Best seller What to keep -- what to lose

The Accidental Tourist, by Anne Tyler. New York: Alfred A. Knopf. 254 pp. $16.95. The gift of the family novelist is to turn the cleaning of a closet into an inventory of love and loss -- to scan a poem from a shopping list. No chronicler of family today surpasses Anne Tyler at converting the ordinariness of everyday life into the stuff of destiny, and she does it all at a level consistent with her subject -- by quiet, caring attention to details.

In ``The Accidental Tourist,'' Miss Tyler's 10th novel, the walls of family life have crumbled around Macon and Sarah Leary, a Baltimore couple devastated by the murder of their 12-year-old son, Ethan, in a fast-food outlet. Now, a year later, the heavy presence of Ethan's absence still permeates their lives. But instead of drawing the couple together, the tragedy has pulled them apart, and Sarah leaves. ``You're not a comfort, Macon,'' she tells him.

Alone with his inexpressible grief, Macon, who has ``always had a fondness for method,'' becomes obsessed with systematizing his household chores. He washes the day's dirty clothes by sloshing them around underfoot in the shower. He avoids bedmaking by stitching folded sheets into what he calls the Macon Leary Body Bag (``unmussable, easily changeable''). He rigs up a continuous feeder for dog food in the basement. No effort is too great, no invention too silly, if it offers any hope of saving time and work.

Yet for all his determined activism in arranging household details, Macon remains strangely passive about his own life. His name, in fact, suits him perfectly. Macon Leary is leery -- of people, commitment, involvement. He is wary, some days, of life itself.

He also hates to travel, which makes him oddly suited for his profession: writing guidebooks for business travelers who want ``to pretend they had never left home.'' His series of ``Accidental Tourist'' books bear as their logo a winged armchair, which Macon's boss explains thus: ``While armchair travelers dream of going places, traveling armchairs dream of staying put.''

Macon the traveler is as unimaginative as Macon the husband. On planes he always hides behind the same book, ``Miss MacIntosh, My Darling.'' In France he always orders only Salade Nioise. And always he starts ``itching to go home too early'' -- back to what Sarah bitterly refers to as his ``little routines and rituals,'' his ``depressing habits.''

When, between trips, Macon injures himself in a fall, he retreats to the family home his sister and two brothers still share. There he finds comfort in old childhood games, his siblings' indecision (``Was it better to lower the thermostat at night, or not?''), and his sister's alphabetized kitchen (``you'd find the allspice next to the ant poison''). There too, he notes with quiet satisfaction, ``everything's under control.''

Everything, that is, except Edward, his unruly Welsh corgi. To tame him, Macon hires Muriel Pritchett, a dog trainer at the Meow-Bow kennel. A thin young woman with frizzy black hair, Muriel is a most unlikely candidate for Macon's attentions. She is from the wrong side of Baltimore. She talks too much. And she is ``interested in the appearance of things, only the appearance: in lipstick shades and nail wrappings and facial masques and split ends.''

But despite all their differences, these two lonely people with their accidental careers -- Macon the travel writer who dislikes travel, Muriel the animal trainer who has never really liked animals -- find a tentative bond in their separate sorrows.

As Macon travels across town to Muriel's run-down house on Singleton Street -- ``this worn, sad street where nothing went right for anyone, where the men had dead-end jobs or none at all and the women were running to fat and the children were turning out badly'' -- he begins a journey of the heart as confusing as any trip he has ever taken. And as Muriel gradually thaws Macon's long-frozen feelings, he in turn begins to free her frail young son from the bonds of a constricted childhood. A wholeness deve lops that partially releases all three from the tyranny of the past.

Ultimately, what Macon chooses to keep and what he chooses to lose give the book a painful, surprising ending. But in the choosing he demonstrates a capacity for hope and healing. No longer can anyone accuse him, as Sarah once did, of being ``a dried up kernel of a man whom nothing can penetrate.''

Early in the novel, when Anne Tyler describes Macon's travel writing, she notes how he loves ``stripping away the inessential and second-rate, classifying all that remained in neat, terse paragraphs.'' The words stand as a fitting description of her own work as well. She has become our leading celebrator of the domestic heart.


=== Your task ===
Look through the data below and work out how many lines contain the string "Triassic". Give the number alone.

Figure dataset records:
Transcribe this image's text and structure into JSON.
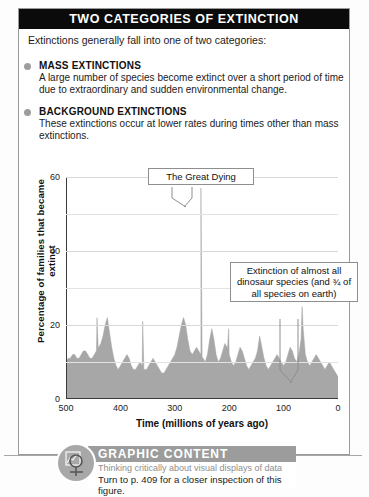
{
  "header": {
    "title": "TWO CATEGORIES OF EXTINCTION"
  },
  "intro": {
    "text": "Extinctions generally fall into one of two categories:"
  },
  "bullets": [
    {
      "icon": "bullet-dot-icon",
      "heading": "MASS EXTINCTIONS",
      "body": "A large number of species become extinct over a short period of time due to extraordinary and sudden environmental change."
    },
    {
      "icon": "bullet-dot-icon",
      "heading": "BACKGROUND EXTINCTIONS",
      "body": "These extinctions occur at lower rates during times other than mass extinctions."
    }
  ],
  "callouts": [
    {
      "text": "The Great Dying"
    },
    {
      "text": "Extinction of almost all dinosaur species (and ¾ of all species on earth)"
    }
  ],
  "footer": {
    "banner_label": "GRAPHIC CONTENT",
    "subtitle": "Thinking critically about visual displays of data",
    "turn_to": "Turn to p. 409 for a closer inspection of this figure.",
    "icon": "magnifier-chart-icon"
  },
  "colors": {
    "header_bar": "#0b0b0b",
    "bullet": "#9d9d9d",
    "area_fill": "#a7a7a7",
    "banner": "#9c9c9c",
    "frame_border": "#9a9a9a",
    "gridline": "#e3e3e3"
  },
  "chart_data": {
    "type": "area",
    "title": "",
    "xlabel": "Time  (millions of years ago)",
    "ylabel": "Percentage of families that became extinct",
    "xlim": [
      500,
      0
    ],
    "ylim": [
      0,
      60
    ],
    "x_ticks": [
      500,
      400,
      300,
      200,
      100,
      0
    ],
    "y_ticks": [
      0,
      20,
      40,
      60
    ],
    "y_minor_gridlines": [
      10,
      30,
      50
    ],
    "x_reversed": true,
    "grid": true,
    "legend": "none",
    "annotations": [
      {
        "label": "The Great Dying",
        "x": 252,
        "y": 57
      },
      {
        "label": "Extinction of almost all dinosaur species (and ¾ of all species on earth)",
        "x": 66,
        "y": 25
      }
    ],
    "x": [
      500,
      496,
      492,
      488,
      484,
      480,
      476,
      472,
      468,
      464,
      460,
      456,
      452,
      448,
      444,
      440,
      436,
      432,
      428,
      424,
      420,
      416,
      412,
      408,
      404,
      400,
      396,
      392,
      388,
      384,
      380,
      376,
      372,
      368,
      364,
      360,
      356,
      352,
      348,
      344,
      340,
      336,
      332,
      328,
      324,
      320,
      316,
      312,
      308,
      304,
      300,
      296,
      292,
      288,
      284,
      280,
      276,
      272,
      268,
      264,
      260,
      256,
      252,
      248,
      244,
      240,
      236,
      232,
      228,
      224,
      220,
      216,
      212,
      208,
      204,
      200,
      196,
      192,
      188,
      184,
      180,
      176,
      172,
      168,
      164,
      160,
      156,
      152,
      148,
      144,
      140,
      136,
      132,
      128,
      124,
      120,
      116,
      112,
      108,
      104,
      100,
      96,
      92,
      88,
      84,
      80,
      76,
      72,
      68,
      66,
      64,
      60,
      56,
      52,
      48,
      44,
      40,
      36,
      32,
      28,
      24,
      20,
      16,
      12,
      8,
      4,
      0
    ],
    "y": [
      10,
      11,
      11,
      12,
      12,
      11,
      11,
      12,
      13,
      13,
      12,
      11,
      11,
      12,
      13,
      14,
      15,
      17,
      20,
      22,
      18,
      14,
      11,
      9,
      8,
      9,
      10,
      11,
      12,
      11,
      9,
      8,
      8,
      9,
      10,
      9,
      8,
      8,
      9,
      10,
      11,
      10,
      9,
      8,
      7,
      7,
      8,
      9,
      10,
      11,
      12,
      14,
      17,
      20,
      22,
      20,
      16,
      13,
      12,
      13,
      14,
      13,
      12,
      11,
      10,
      12,
      16,
      19,
      16,
      12,
      10,
      11,
      13,
      15,
      14,
      12,
      10,
      9,
      10,
      12,
      14,
      13,
      11,
      9,
      8,
      9,
      10,
      11,
      13,
      17,
      14,
      11,
      9,
      8,
      9,
      10,
      11,
      12,
      11,
      10,
      9,
      10,
      12,
      14,
      13,
      11,
      10,
      12,
      16,
      25,
      19,
      12,
      10,
      9,
      10,
      11,
      12,
      11,
      10,
      9,
      8,
      9,
      10,
      9,
      8,
      7,
      6
    ],
    "spikes": [
      {
        "x": 252,
        "y": 57,
        "name": "The Great Dying (Permian-Triassic)"
      },
      {
        "x": 66,
        "y": 25,
        "name": "Cretaceous-Paleogene"
      },
      {
        "x": 443,
        "y": 22,
        "name": "Ordovician-Silurian"
      },
      {
        "x": 359,
        "y": 21,
        "name": "Late Devonian"
      },
      {
        "x": 201,
        "y": 19,
        "name": "Triassic-Jurassic"
      }
    ]
  }
}
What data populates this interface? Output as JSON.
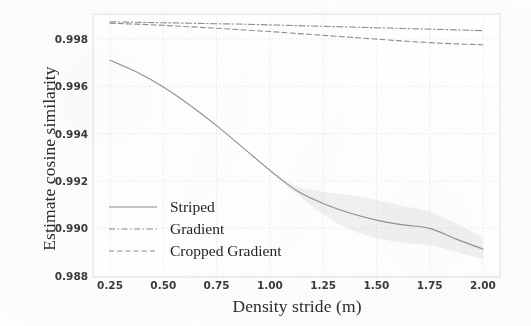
{
  "chart_data": {
    "type": "line",
    "title": "",
    "xlabel": "Density stride (m)",
    "ylabel": "Estimate cosine similarity",
    "xlim": [
      0.17,
      2.08
    ],
    "ylim": [
      0.98795,
      0.99905
    ],
    "xticks": [
      "0.25",
      "0.50",
      "0.75",
      "1.00",
      "1.25",
      "1.50",
      "1.75",
      "2.00"
    ],
    "xtick_values": [
      0.25,
      0.5,
      0.75,
      1.0,
      1.25,
      1.5,
      1.75,
      2.0
    ],
    "yticks": [
      "0.998",
      "0.996",
      "0.994",
      "0.992",
      "0.990",
      "0.988"
    ],
    "ytick_values": [
      0.998,
      0.996,
      0.994,
      0.992,
      0.99,
      0.988
    ],
    "grid": true,
    "grid_style": "dotted",
    "legend_position": "lower-left-inside",
    "x": [
      0.25,
      0.375,
      0.5,
      0.625,
      0.75,
      0.875,
      1.0,
      1.125,
      1.25,
      1.375,
      1.5,
      1.625,
      1.75,
      1.875,
      2.0
    ],
    "series": [
      {
        "name": "Striped",
        "linestyle": "solid",
        "color": "#8c8c8c",
        "values": [
          0.9971,
          0.9966,
          0.99597,
          0.9952,
          0.99434,
          0.9934,
          0.99245,
          0.9916,
          0.99105,
          0.99065,
          0.99035,
          0.99015,
          0.99,
          0.98955,
          0.98913
        ],
        "band_lower": [
          0.9971,
          0.9966,
          0.99597,
          0.9952,
          0.99434,
          0.9934,
          0.9924,
          0.99145,
          0.9906,
          0.98995,
          0.9896,
          0.9894,
          0.9893,
          0.989,
          0.9887
        ],
        "band_upper": [
          0.9971,
          0.9966,
          0.99597,
          0.9952,
          0.99434,
          0.9934,
          0.9925,
          0.99178,
          0.99155,
          0.9914,
          0.9912,
          0.99095,
          0.9907,
          0.9902,
          0.9896
        ]
      },
      {
        "name": "Gradient",
        "linestyle": "dashdot",
        "color": "#8c8c8c",
        "values": [
          0.99872,
          0.9987,
          0.99868,
          0.99866,
          0.99864,
          0.99862,
          0.99859,
          0.99856,
          0.99853,
          0.9985,
          0.99847,
          0.99844,
          0.99841,
          0.99838,
          0.99835
        ]
      },
      {
        "name": "Cropped Gradient",
        "linestyle": "dashed",
        "color": "#8c8c8c",
        "values": [
          0.99866,
          0.99862,
          0.99857,
          0.99851,
          0.99845,
          0.99838,
          0.99831,
          0.99823,
          0.99815,
          0.99807,
          0.99799,
          0.99791,
          0.99784,
          0.99779,
          0.99775
        ]
      }
    ]
  },
  "legend": {
    "items": [
      {
        "label": "Striped",
        "style": "solid"
      },
      {
        "label": "Gradient",
        "style": "dashdot"
      },
      {
        "label": "Cropped Gradient",
        "style": "dashed"
      }
    ]
  }
}
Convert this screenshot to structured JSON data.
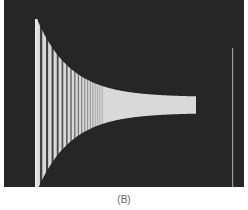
{
  "figure": {
    "caption": "(B)",
    "colors": {
      "background": "#262626",
      "trace": "#e8e8e8",
      "baseline_marker": "#9a9a9a"
    },
    "envelope": {
      "start_x": 33,
      "end_x": 192,
      "center_y": 105,
      "start_half_height": 86,
      "end_half_height": 8,
      "decay": 0.03
    },
    "first_spike": {
      "x": 33,
      "top": 19,
      "bottom": 187
    },
    "right_marker_x": 228,
    "cycle_spacing_start": 6
  }
}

=== Problem solution ===
2